We used to show up to dinner dates with a roll of vellum paper and just... start sketching. Right there on the table, between appetizers and main courses. The couple next to us would be having some deep talk, and we'd be frantically drawing cabinet details and debating wood joints. Very romantic, actually.
When we moved in together, our apartment became this ongoing design experiment. Our kitchen was basically a hallway with a sink, and our desk was shoved into the corner of the living room. So we started building solutions, not just because we thought we'd sell them, but because we needed them to exist.
The first time someone saw our kitchen setup and said "I need that exact thing," we realized we weren't the only ones living in beautiful but completely impractical NYC spaces. Steph had already connected with incredible makers through Colony's Designers Residency, so we had this network of people who could actually build the ideas we were sketching over dinner. It felt less like launching a brand and more like sharing a secret we'd figured out with the wider world.
What's your favorite part about the New York creative community?

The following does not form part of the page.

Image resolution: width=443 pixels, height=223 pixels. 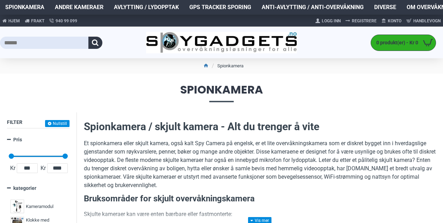 I want to click on img: SpyGadgets.no, so click(x=221, y=43).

The infrastructure, but you have to dig for it. There's this incredible network of people and resources here: someone who can help you prototype, someone else who knows a showroom, another person connected to the perfect craftsperson. But it's not obvious. You have to listen, ask questions, follow threads.
We've learned that the magic happens in the connections between things. Steph's relationship with Colony opened doors we didn't even know existed. A conversation at someone's opening leads to meeting a maker who becomes essential to your work. The city rewards you for showing up and paying attention.
And there's this underlying energy of everyone hustling in the best way: making stuff, launching things, supporting each other's projects. You'll have three gallery openings and two pop-ups to choose from on any given Thursday. It feels vibrant and celebratory, like creative ideas are constantly flowing through the streets and you just have to tune in to catch them.
In addition to Riffmade, you both maintain busy personal creative practices. How does your work in one medium or project influence another?
It's like having multiple conversations going at once! They all start influencing each other in weird ways. The whole curtain concept actually emerged from this need to transition between different rhythms of the day. Work mode, dinner prep mode, entertaining mode: we wanted furniture that could shift with us instead of staying static.
The Veil Desk was our first attempt at solving this. You literally close the curtain on your workday and suddenly you have a symbolic and ritual based closure to one part of your day to flow into the next.


Do you have a favorite piece in the current collection or a new design that you're really excited about right now?
We're obsessed with all of it, honestly. The kitchen islands solve this very human problem of how to live beautifully when life is inherently messy. But our Nook Curtain Table has been equally transformative. It's a bedside table that can mount to the wall or sit on legs, and it's completely transformed how we think about bedroom storage, entryways, perfume vanities and display. Phone chargers, reading glasses, the random stuff that usually clutters your nightstand: all disappears behind this simple curtain, and it serves as a whimsical entryway shelf also.
The Hearth Island and Hearthlet come in multiple different curtain options, and people use them for everything, coffee stations, home bars, Vinyl tables.The curtain element means each piece can transform throughout the day.
We're deep in development on even more ways to bring textiles into unexpected places. The craft, the softness, the way fabric can completely change a room's energy: we want that feeling everywhere.